What Is CIDR Notation?
CIDR (Classless Inter-Domain Routing) notation represents an IP address and its associated network prefix as a single compact value — for example 192.168.1.0/24. The number after the slash is the prefix length: the count of consecutive 1-bits in the subnet mask that identify the network portion of the address.
CIDR replaced the older classful system (Class A/B/C) in 1993, enabling more efficient IP address allocation and route aggregation. Today it is the universal standard for configuring subnets in cloud VPCs, on-premises networks, firewalls, and routing protocols.
Understanding Subnet Masks
A subnet mask is a 32-bit number written in dotted-decimal notation. It uses consecutive 1-bits for the network portion and 0-bits for the host portion. The subnet mask 255.255.255.0 is equivalent to /24 — the first 24 bits identify the network and the last 8 bits identify individual hosts within that network.
To find the network address, AND the IP address with the subnet mask. To find the broadcast address, OR the network address with the inverted mask (wildcard mask). Every address between network+1 and broadcast−1 is a usable host address.
Frequently Asked Questions
Note: All calculations use standard IPv4 subnetting rules. AWS subnet usable host counts reflect AWS's reservation of 5 IP addresses per subnet. For production network design, verify results against your platform's documentation.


Task goal:
Among the entries below, find the lines with "ylabel" and copy them.
[[ Exercise input, beginning ]]
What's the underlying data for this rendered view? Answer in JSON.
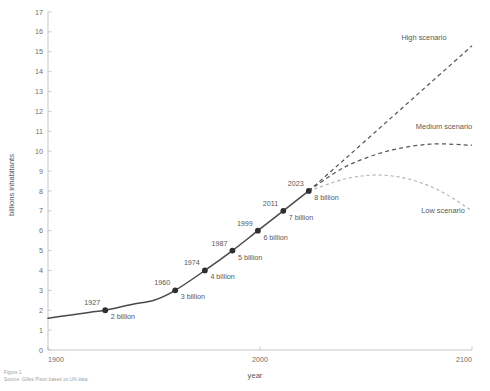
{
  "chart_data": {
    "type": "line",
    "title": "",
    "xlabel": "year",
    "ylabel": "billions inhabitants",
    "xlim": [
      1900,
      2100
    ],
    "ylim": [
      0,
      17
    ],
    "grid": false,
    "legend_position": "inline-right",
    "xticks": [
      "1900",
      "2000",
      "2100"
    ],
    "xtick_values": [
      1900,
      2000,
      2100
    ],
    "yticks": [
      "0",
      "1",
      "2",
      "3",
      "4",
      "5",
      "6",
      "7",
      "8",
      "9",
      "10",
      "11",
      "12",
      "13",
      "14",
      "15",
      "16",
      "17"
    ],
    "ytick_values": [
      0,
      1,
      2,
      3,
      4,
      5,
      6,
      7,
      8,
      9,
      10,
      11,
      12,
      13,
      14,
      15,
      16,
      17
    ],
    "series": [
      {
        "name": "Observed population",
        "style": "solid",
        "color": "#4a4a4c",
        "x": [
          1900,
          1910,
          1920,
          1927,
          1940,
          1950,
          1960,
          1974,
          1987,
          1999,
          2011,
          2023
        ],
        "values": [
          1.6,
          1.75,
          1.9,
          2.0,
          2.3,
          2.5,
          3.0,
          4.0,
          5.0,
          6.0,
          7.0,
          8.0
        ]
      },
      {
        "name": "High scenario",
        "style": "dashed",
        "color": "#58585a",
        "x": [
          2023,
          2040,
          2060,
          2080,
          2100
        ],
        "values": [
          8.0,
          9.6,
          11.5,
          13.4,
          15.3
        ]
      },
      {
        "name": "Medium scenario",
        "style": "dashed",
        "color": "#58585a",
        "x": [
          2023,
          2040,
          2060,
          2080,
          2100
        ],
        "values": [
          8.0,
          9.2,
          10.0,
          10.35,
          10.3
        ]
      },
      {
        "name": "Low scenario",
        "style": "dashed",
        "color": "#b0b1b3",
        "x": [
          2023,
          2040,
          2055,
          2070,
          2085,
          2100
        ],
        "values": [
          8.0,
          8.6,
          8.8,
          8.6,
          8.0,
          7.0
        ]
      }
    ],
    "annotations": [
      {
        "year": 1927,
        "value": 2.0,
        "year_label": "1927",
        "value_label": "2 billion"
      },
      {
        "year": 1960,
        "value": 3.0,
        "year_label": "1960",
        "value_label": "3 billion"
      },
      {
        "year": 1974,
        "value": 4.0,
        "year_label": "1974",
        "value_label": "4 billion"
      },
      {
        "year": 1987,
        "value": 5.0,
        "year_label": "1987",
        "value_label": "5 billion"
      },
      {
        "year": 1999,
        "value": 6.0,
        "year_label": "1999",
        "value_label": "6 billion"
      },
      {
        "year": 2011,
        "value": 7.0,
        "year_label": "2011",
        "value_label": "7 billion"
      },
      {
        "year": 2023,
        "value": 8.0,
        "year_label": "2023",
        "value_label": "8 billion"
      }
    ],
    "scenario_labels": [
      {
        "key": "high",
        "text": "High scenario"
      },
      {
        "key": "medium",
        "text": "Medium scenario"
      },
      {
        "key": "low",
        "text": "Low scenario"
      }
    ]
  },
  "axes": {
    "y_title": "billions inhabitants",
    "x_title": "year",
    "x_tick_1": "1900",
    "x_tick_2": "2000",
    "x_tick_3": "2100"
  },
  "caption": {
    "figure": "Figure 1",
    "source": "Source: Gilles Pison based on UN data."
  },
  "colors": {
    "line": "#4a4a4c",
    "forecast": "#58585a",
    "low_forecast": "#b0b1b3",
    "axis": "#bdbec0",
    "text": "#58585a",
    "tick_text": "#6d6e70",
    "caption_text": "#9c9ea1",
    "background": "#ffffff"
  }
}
[[ Exercise input, end ]]
[[ Exercise input, beginning ]]
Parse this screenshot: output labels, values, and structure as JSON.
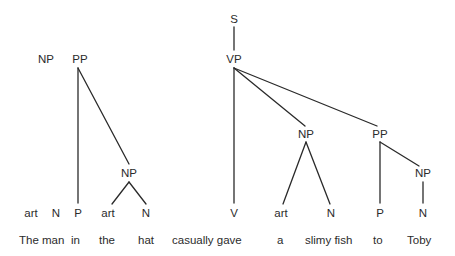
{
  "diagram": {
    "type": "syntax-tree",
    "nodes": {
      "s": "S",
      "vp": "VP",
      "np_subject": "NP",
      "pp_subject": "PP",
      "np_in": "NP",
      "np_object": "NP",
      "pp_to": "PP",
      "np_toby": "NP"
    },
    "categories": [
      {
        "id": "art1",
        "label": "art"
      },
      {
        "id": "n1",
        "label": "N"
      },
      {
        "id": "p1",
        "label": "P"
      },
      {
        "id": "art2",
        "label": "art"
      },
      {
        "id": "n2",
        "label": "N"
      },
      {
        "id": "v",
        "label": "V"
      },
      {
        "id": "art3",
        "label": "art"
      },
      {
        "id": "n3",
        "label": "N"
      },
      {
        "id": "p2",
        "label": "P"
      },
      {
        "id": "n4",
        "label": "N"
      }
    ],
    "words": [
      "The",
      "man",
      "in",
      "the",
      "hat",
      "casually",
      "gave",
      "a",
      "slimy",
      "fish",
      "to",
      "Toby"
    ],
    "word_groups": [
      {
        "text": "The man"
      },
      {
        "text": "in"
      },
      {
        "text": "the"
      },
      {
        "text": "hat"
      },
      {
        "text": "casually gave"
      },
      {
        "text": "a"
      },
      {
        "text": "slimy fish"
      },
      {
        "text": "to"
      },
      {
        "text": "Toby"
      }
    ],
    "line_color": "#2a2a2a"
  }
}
[[ Exercise input, end ]]
[[ Exercise input, beginning ]]
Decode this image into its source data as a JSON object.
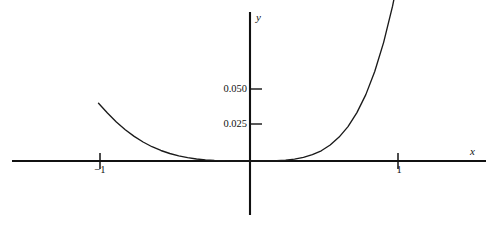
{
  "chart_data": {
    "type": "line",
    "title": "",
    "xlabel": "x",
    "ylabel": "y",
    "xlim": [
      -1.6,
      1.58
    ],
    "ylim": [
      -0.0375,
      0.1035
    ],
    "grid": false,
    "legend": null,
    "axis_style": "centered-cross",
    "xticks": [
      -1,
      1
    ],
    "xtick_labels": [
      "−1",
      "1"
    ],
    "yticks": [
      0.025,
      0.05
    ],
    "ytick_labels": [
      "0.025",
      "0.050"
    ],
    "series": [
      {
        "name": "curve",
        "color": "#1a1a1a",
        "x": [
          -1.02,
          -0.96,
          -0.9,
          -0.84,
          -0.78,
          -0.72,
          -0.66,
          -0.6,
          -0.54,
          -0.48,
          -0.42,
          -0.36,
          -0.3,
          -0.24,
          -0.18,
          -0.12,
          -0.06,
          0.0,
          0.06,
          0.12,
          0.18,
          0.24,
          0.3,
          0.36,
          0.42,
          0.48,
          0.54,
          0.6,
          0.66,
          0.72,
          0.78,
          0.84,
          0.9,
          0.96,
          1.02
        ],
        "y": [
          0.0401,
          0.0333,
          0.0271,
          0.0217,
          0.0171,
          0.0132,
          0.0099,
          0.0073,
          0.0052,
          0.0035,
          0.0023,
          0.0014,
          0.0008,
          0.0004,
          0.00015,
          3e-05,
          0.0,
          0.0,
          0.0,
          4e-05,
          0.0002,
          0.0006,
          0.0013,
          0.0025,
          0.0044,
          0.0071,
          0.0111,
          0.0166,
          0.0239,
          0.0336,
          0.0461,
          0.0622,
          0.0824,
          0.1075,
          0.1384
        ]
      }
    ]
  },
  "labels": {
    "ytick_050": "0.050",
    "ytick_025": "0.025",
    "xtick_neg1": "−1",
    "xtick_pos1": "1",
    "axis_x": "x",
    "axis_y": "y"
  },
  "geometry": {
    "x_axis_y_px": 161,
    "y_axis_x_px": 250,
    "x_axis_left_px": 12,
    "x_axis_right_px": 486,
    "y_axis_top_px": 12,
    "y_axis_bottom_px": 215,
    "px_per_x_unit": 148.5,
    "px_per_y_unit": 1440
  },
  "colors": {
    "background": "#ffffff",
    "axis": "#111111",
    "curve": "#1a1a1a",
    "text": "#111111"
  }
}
[[ Exercise input, end ]]
Answer to this exercise:
    "ylabel": "billions inhabitants",
    "ylabel": "y",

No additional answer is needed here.